Writer, Artist and Photographer, I am constantly experimenting with the materials available to me. My preferred photographs tend to be taken on film—any and every kind I can get my hands on, especially expired rolls.

When it comes to painting and drawing, I'm also not fussy about medium. I usually finish whatever supplies I have, then try something new—be it oil paints, pens, crayons, charcoal, acrylic, or screen printing.

What remains consistent as a theme in my work is that it always stems from unplanned flows of consciousness. As an avid diarist, I treat each piece as a journal entry—except without words, or sometimes with very few. My process often starts with spontaneous, single-line-inspired patterns, followed by a second session spent meticulously and mindfully ‘colouring in.’ I frequently find unknown emotions incarnating themselves on the page or emerging as single words.

For at least the past ten years I have filled journals with my daily reflections, fears, poems, descriptions of my account of events and this is what I look to for inspiration if I am lost for ideas. This can often provide me with a useful way of processing past emotions and provide an interesting first hand perspective while simultaneously being an observer.

I am currently exploring and leaning into what I do not want to—or cannot draw, most notably - grief. Be that in its most literal from, for loved ones i have lost, but also in a wider sense for a world that could have been, a world that is too perhaps no longer.

Recurring symbols and themes in my work (and therefore my life) seem to center around unanswerable philosophical questions, religion, mortality, nature, purpose, and sobriety.

PROFILE

INTENTIONS

I think accessibility to ‘real’ cameras has decreased intentionality. When I look at pictures from my grandparents and parents photo collections of them growing up, there can be seen an effort to capture a moment, feeling, character or place with sentimental or at least personal attention to detail, a sanctity and level of attention placed on the outcome.

I notice a decline in this desire to produce an encapsulating souvenir replaced by an apathy to do what can be done by machines. The same people now are not even looking at the screen when taking a picture who would have previously, meticulously as a spirit level, paid attention to leading lines and patterns and the human connection displayed, perhaps not realising the affection withheld in their lack of attention.

Susan Sontag describes the moment before taking a picture as artistic, a plan of composition , but when it comes to the moment of capture “thought is regarded as clouding the transparency of the photographers consciousness, and of infringing on the autonomy of what is being photographed”…“the photographers ardour for a subject has no essential relation to its content or value, it is above all, an affirmation of the subjects thereness”.

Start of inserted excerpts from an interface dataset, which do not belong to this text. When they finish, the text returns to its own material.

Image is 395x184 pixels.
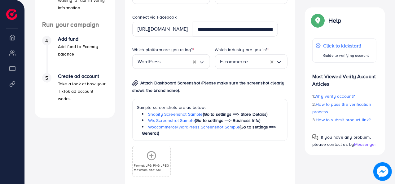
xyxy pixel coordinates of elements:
[35,36,115,73] li: Add fund
[148,117,195,123] a: Wix Screenshot Sample
[58,36,107,42] h4: Add fund
[58,73,107,79] h4: Create ad account
[132,80,284,93] span: Attach Dashboard Screenshot (Please make sure the screenshot clearly shows the brand name).
[134,167,169,171] p: Maximum size: 5MB
[132,22,193,37] div: [URL][DOMAIN_NAME]
[312,134,371,147] span: If you have any problem, please contact us by
[195,117,260,123] span: (Go to settings ==> Business Info)
[312,15,323,26] img: Popup guide
[58,80,107,102] p: Take a look at how your TikTok ad account works.
[6,9,17,20] img: logo
[35,21,115,28] h4: Run your campaign
[132,14,176,20] label: Connect via Facebook
[132,80,138,86] img: img
[220,57,248,66] span: E-commerce
[312,101,371,115] span: How to pass the verification process
[45,37,48,44] span: 4
[270,58,273,65] button: Clear Selected
[312,100,376,115] p: 2.
[312,116,376,123] p: 3.
[134,163,169,167] p: Format: JPG, PNG, JPEG
[248,57,270,66] input: Search for option
[137,103,283,111] p: Sample screenshots are as below:
[215,54,288,69] div: Search for option
[132,46,194,53] label: Which platform are you using?
[314,93,355,99] span: Why verify account?
[316,116,371,123] span: How to submit product link?
[203,111,267,117] span: (Go to settings ==> Store Details)
[323,42,369,49] p: Click to kickstart!
[312,92,376,100] p: 1.
[148,111,203,117] a: Shopify Screenshot Sample
[160,57,193,66] input: Search for option
[312,134,318,140] img: Popup guide
[193,58,196,65] button: Clear Selected
[148,124,239,130] a: Woocommerce/WordPress Screenshot Sample
[137,57,160,66] span: WordPress
[215,46,269,53] label: Which industry are you in?
[132,54,210,69] div: Search for option
[58,43,107,58] p: Add fund to Ecomdy balance
[323,52,369,59] p: Guide to verifying account
[142,124,276,136] span: (Go to settings ==> General)
[35,73,115,110] li: Create ad account
[354,141,376,147] span: Messenger
[45,74,48,81] span: 5
[374,163,390,179] img: image
[328,17,341,24] p: Help
[312,67,376,87] p: Most Viewed Verify Account Articles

This need for a lack of thought to heighten the subjects ‘thereness’, poetically requires what Alan Watts describes as ‘itness’, presence, attention.

I believe our attention is being increasingly stolen from us and consequently our ability to witness each other, artistically record each other, and bask in our shared itness.

My work is an attempt to maintain the autonomy of my presence through meaningful interaction with my surroundings. Fleeting light, shadows, layers of objects and moments of life that can not be recreated, only experienced, or if I'm lucky - paused in time.